Instructions for the task ->
Please transcribe every record below exactly as written.

[Source records]
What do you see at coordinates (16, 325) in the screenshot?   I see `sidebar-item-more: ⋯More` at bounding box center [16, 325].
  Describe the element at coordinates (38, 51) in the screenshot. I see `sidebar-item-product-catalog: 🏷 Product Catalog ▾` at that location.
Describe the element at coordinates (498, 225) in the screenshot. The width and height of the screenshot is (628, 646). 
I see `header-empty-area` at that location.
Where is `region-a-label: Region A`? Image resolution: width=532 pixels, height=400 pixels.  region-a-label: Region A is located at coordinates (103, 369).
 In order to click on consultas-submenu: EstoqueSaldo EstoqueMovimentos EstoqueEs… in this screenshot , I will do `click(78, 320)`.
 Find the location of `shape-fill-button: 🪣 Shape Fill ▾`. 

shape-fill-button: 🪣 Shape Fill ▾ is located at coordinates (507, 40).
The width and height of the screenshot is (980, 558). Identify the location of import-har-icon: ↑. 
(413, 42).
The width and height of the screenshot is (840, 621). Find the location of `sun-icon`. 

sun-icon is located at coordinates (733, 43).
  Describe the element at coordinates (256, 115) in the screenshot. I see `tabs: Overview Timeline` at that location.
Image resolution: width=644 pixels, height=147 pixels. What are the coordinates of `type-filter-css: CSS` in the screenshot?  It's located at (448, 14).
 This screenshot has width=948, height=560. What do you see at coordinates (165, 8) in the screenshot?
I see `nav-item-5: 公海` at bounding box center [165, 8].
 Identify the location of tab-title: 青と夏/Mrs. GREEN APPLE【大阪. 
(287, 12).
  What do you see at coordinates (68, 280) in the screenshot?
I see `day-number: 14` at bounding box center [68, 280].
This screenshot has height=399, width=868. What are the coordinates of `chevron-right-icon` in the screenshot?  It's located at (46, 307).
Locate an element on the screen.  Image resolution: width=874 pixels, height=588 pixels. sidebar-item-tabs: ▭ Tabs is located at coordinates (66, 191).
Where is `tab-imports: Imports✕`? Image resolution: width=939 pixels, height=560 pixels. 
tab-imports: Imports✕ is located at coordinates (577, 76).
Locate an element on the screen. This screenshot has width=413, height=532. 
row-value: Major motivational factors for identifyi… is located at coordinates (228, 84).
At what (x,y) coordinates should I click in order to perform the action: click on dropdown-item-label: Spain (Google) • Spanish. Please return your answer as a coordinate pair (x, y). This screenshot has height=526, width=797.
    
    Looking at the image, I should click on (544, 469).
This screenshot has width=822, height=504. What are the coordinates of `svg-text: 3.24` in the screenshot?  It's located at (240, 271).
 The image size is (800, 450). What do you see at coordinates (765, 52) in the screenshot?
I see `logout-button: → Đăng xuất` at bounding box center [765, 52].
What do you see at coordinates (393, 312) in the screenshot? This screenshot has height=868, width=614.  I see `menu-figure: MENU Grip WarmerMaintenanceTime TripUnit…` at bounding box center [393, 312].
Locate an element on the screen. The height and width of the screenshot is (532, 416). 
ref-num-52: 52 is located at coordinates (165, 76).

Result below ->
What do you see at coordinates (16, 325) in the screenshot?   I see `sidebar-item-more: ⋯More` at bounding box center [16, 325].
  Describe the element at coordinates (38, 51) in the screenshot. I see `sidebar-item-product-catalog: 🏷 Product Catalog ▾` at that location.
Describe the element at coordinates (498, 225) in the screenshot. The width and height of the screenshot is (628, 646). 
I see `header-empty-area` at that location.
Where is `region-a-label: Region A`? Image resolution: width=532 pixels, height=400 pixels.  region-a-label: Region A is located at coordinates (103, 369).
 In order to click on consultas-submenu: EstoqueSaldo EstoqueMovimentos EstoqueEs… in this screenshot , I will do `click(78, 320)`.
 Find the location of `shape-fill-button: 🪣 Shape Fill ▾`. 

shape-fill-button: 🪣 Shape Fill ▾ is located at coordinates (507, 40).
The width and height of the screenshot is (980, 558). Identify the location of import-har-icon: ↑. 
(413, 42).
The width and height of the screenshot is (840, 621). Find the location of `sun-icon`. 

sun-icon is located at coordinates (733, 43).
  Describe the element at coordinates (256, 115) in the screenshot. I see `tabs: Overview Timeline` at that location.
Image resolution: width=644 pixels, height=147 pixels. What are the coordinates of `type-filter-css: CSS` in the screenshot?  It's located at (448, 14).
 This screenshot has width=948, height=560. What do you see at coordinates (165, 8) in the screenshot?
I see `nav-item-5: 公海` at bounding box center [165, 8].
 Identify the location of tab-title: 青と夏/Mrs. GREEN APPLE【大阪. 
(287, 12).
  What do you see at coordinates (68, 280) in the screenshot?
I see `day-number: 14` at bounding box center [68, 280].
This screenshot has height=399, width=868. What are the coordinates of `chevron-right-icon` in the screenshot?  It's located at (46, 307).
Locate an element on the screen.  Image resolution: width=874 pixels, height=588 pixels. sidebar-item-tabs: ▭ Tabs is located at coordinates (66, 191).
Where is `tab-imports: Imports✕`? Image resolution: width=939 pixels, height=560 pixels. 
tab-imports: Imports✕ is located at coordinates (577, 76).
Locate an element on the screen. This screenshot has width=413, height=532. 
row-value: Major motivational factors for identifyi… is located at coordinates (228, 84).
At what (x,y) coordinates should I click in order to perform the action: click on dropdown-item-label: Spain (Google) • Spanish. Please return your answer as a coordinate pair (x, y). This screenshot has height=526, width=797.
    
    Looking at the image, I should click on (544, 469).
This screenshot has width=822, height=504. What are the coordinates of `svg-text: 3.24` in the screenshot?  It's located at (240, 271).
 The image size is (800, 450). What do you see at coordinates (765, 52) in the screenshot?
I see `logout-button: → Đăng xuất` at bounding box center [765, 52].
What do you see at coordinates (393, 312) in the screenshot? This screenshot has height=868, width=614.  I see `menu-figure: MENU Grip WarmerMaintenanceTime TripUnit…` at bounding box center [393, 312].
Locate an element on the screen. The height and width of the screenshot is (532, 416). 
ref-num-52: 52 is located at coordinates (165, 76).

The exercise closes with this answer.